Sponsored By

Walmart Will Test Autonomous Vehicles for Middle-Mile Deliveries

Retailer partners with Gatik to streamline 'underserved' segment. The retailer announced a partnership with self-driving vehicle company Gatik to streamline short-haul deliveries.

Rebekah Marcarelli, Senior Editor

June 6, 2019

2 Min Read
walmart gatik
The retailer announced a partnership with self-driving vehicle company Gatik to streamline short-haul deliveries.Photograph courtesy of Gatik

Autonomous delivery has been speculated to become the next big thing in grocery, but Walmart Inc. is testing out the technology on the back end for business-to-business, short-haul transactions.

The retailer has partnered with robotics startup Gatik to deploy Level 4 autonomous light commercial trucks and vans in this "middle mile."

Gatik co-founder CEO Gautam Narang said the new service will “address the costly, underserved middle-mile delivery for businesses like Walmart.”

Walmart did not make it immediately clear how the company intended to utilize the technology, but it could, for example, facilitate efficient expansion of click-and-collect shopping by having goods picked at one store to be collected by a customer at another. 

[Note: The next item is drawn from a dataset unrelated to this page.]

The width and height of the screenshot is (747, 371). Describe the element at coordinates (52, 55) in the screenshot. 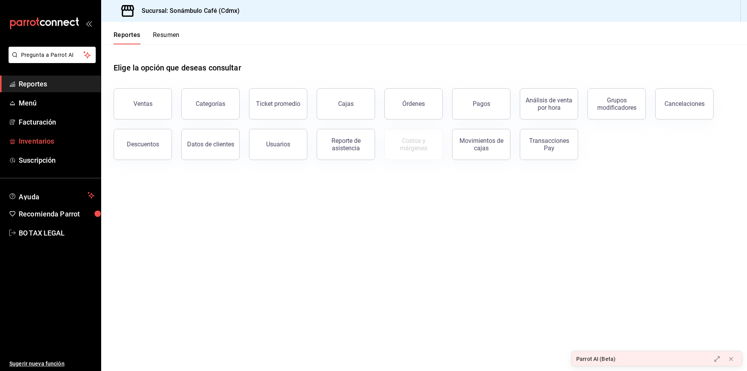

“We are a strong believer in autonomous vehicle technology, and we look forward to learning more about how Gatik’s innovation can benefit our customers in the coming months,” Tom Ward, SVP of digital operations for Walmart, said in a release.

gatik

Photograph courtesy of Gatik

The vehicles are designed to operate in urban environments, and Gatik officials said they can cut operation costs by up to 50% while improving safety, increasing efficiency and reducing emission footprints, while moving goods between business points, such as store to store.

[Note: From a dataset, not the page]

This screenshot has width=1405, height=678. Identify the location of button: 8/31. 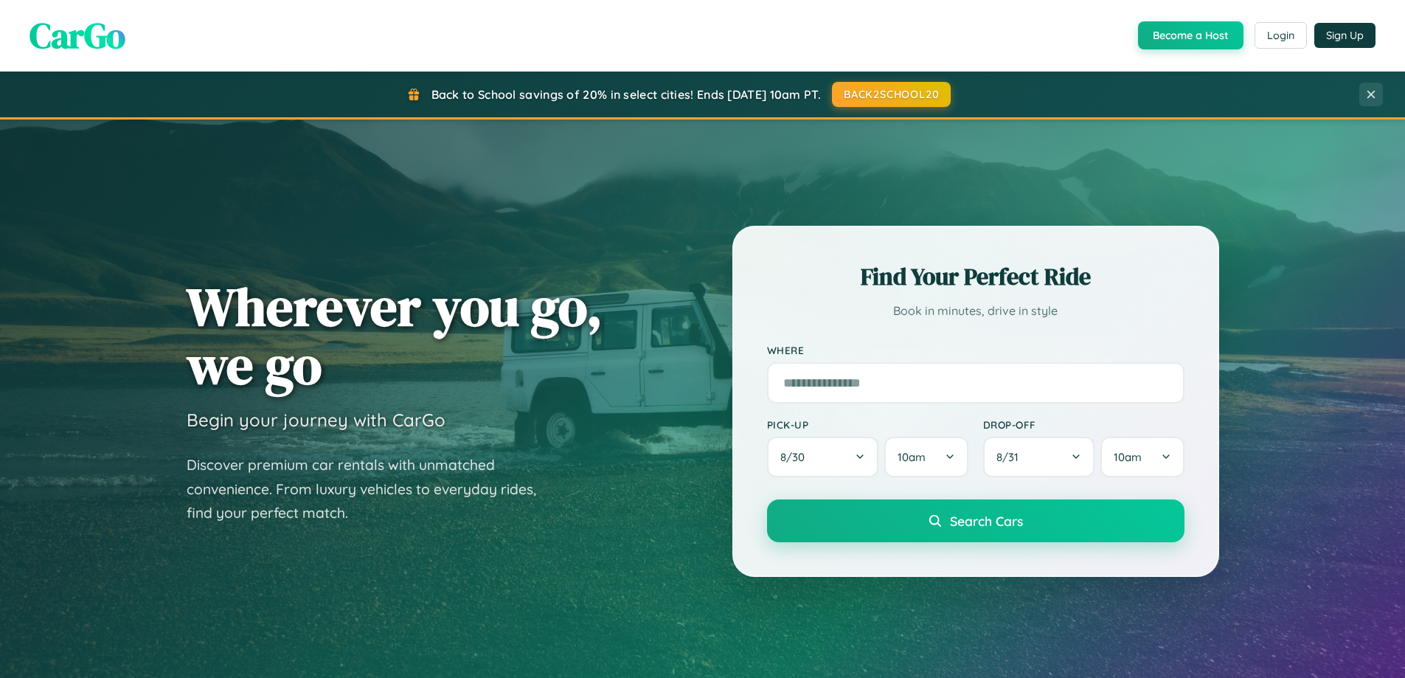
(1039, 457).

Reilly Brennan, founding general partner of Trucks Venture Capital, which invested in Gatik, urged that there is “a huge gap between autonomous Class 8 big rig trucks, which can only operate on highways, and smaller automated vehicles such as sidewalk robots and Nuro vehicles, which are restricted by operation speed, capacity, distance and the curb.”

The new vehicles operate on the road, as opposed to on the sidewalk, and can travel up to 100 miles.

“Gatik fills the critical middle-mile part of logistics, which is only becoming more valuable as a layer in the $800 billion logistics ecosystem,” Brennan said.

About the Author

Rebekah Marcarelli

Senior Editor

Rebekah Marcarelli comes to the grocery world after spending several years immersed in digital media. A graduate of Purchase College, Rebekah held internships in the magazine, digital news and local television news fields. In her spare time, Rebekah spends way too much time at the grocery store deciding what to make for dinner.